I’m not convinced that our best days are behind us. I see a lot of stuff that is better today. One that is important to me is fishing.
For those of us in northeast Ohio, the places where we fish are more productive than I recall in the so-called good old days. Not just the creek down the street, but almost everywhere I go, the water is cleaner, the habitat is better and the fishing is trending up.
Mine is not a Pollyanna viewpoint. I am an optimist, to be sure, but the evidence is clear. My experiences are better on the water because the ecosystems are healthier.
Consider three of our major waterways close to Warren and Youngstown. Do you remember Lake Erie, Mosquito Lake and the Ohio River in the 1960s? Those certainly were not the good old days for any of them.

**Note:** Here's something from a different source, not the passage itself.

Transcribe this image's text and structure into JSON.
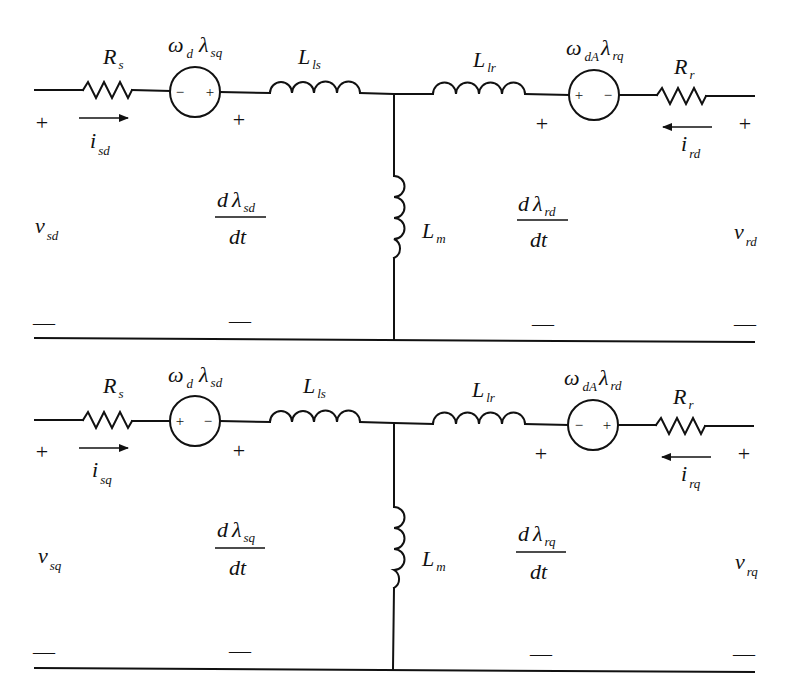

The Ohio Division of Wildlife outlook for Erie continues to be excellent. Just last week I reported on the evidence that shows Mosquito’s walleye population is on the upswing. I recently wrote a feature article for a national magazine about the improving walleye and smallmouth bass fishing on the upper Ohio River thanks to cleaner water and improving habitat.
I’ve said it before and I’m saying it again: northeast Ohio anglers are living in the good ol’ days.
This, of course, is good news. But it also is a reminder how quickly we might backslide. That the fishing is great at Erie, Mosquito and the Ohio River is not to be taken for granted. Anglers, biologists, lawmakers, regulators and citizens must stay alert for evidence of abuse, eroding standards and ulterior motives that can easily threaten our waters.
In my article on the Ohio River, I cite that just 30 years ago, river anglers were lucky to catch a few catfish. Now, they are catching lots of walleyes and smallies growing fat on emerald shiners and gizzard shad thriving around the expanding spreads of aquatic grasses that serve as nurseries for the river’s food chain.
Biologists in Ohio, Pennsylvania, and West Virginia, as well as the Ohio River Valley Sanitation Commission all agree: the federal Clean Water Act was pivotal in reducing pollution and curbing the industrial and municipal discharges that were poisoning the waterway.
It took decades for the Ohio and our Mahoning River to heal, but they can backslide dramatically if we let our attention stray from enforcement of clean water standards and divert funding away from smart fisheries management.
We’ve gained so much. We are enjoying the good old days. Let’s make sure future generations also experience great fishing on clean water.